Table of Contents - Vol. II, No. 2

Poetry    Translations    Fiction    Book Notes & Reviews

 

Fred Longworth

 

After I Read This in Public, They Tried to Beat Me to Death

I’d just finished taking a class called "Labeling – the Gateway to Bigotry" when I found myself in a crowded theater. About an hour into the flick, some kid – well, maybe he wasn’t a kid. He was a juvenile. No, that won’t do. He was a young person. But don’t think by "young" I mean diminished capacity, or inexperienced, or unevolved in any way. I mean something purely chronological, like Triassic, Jurassic and Cretaceous, or "this street was last paved on June 2nd."
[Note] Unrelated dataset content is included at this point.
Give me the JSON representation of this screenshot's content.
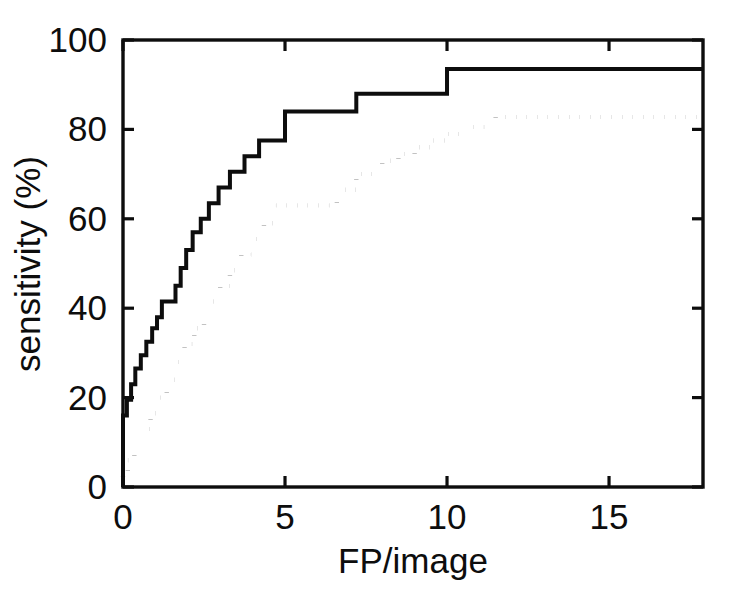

In any case, this entity about fourteen was playing with a lighter in the front row. Maybe "lighter" is too judgmental. People of broad girth will probably be offended. I’ll just call it Zippo. He kept flicking the Zippo open and striking a flame, then shutting it with a clap. He kept looking around to see how many other young entities were glancing back at him, silently voicing "Hey, that’s cool!" and how many older entities were scowling with disapproval. But don’t take my word for it. I’m probably out of line to postulate what this young entity was thinking or even that he was thinking. Maybe he was playing with the Zippo as neutrally as a gate will swing back and forth in the wind. Of course "gate" can imply a barrier, and I don’t want to suggest that I was standing in his way.

Suddenly, from his area, I saw billows of black stuff in the air, and a lot of these red, yellow and orange tongues flickering above the carpet. They spread rapidly. Soon I could hardly see the screen. I thought of yelling "Fire!" in a crowded theater, but kept my mouth shut. I didn’t want to be guilty of labeling.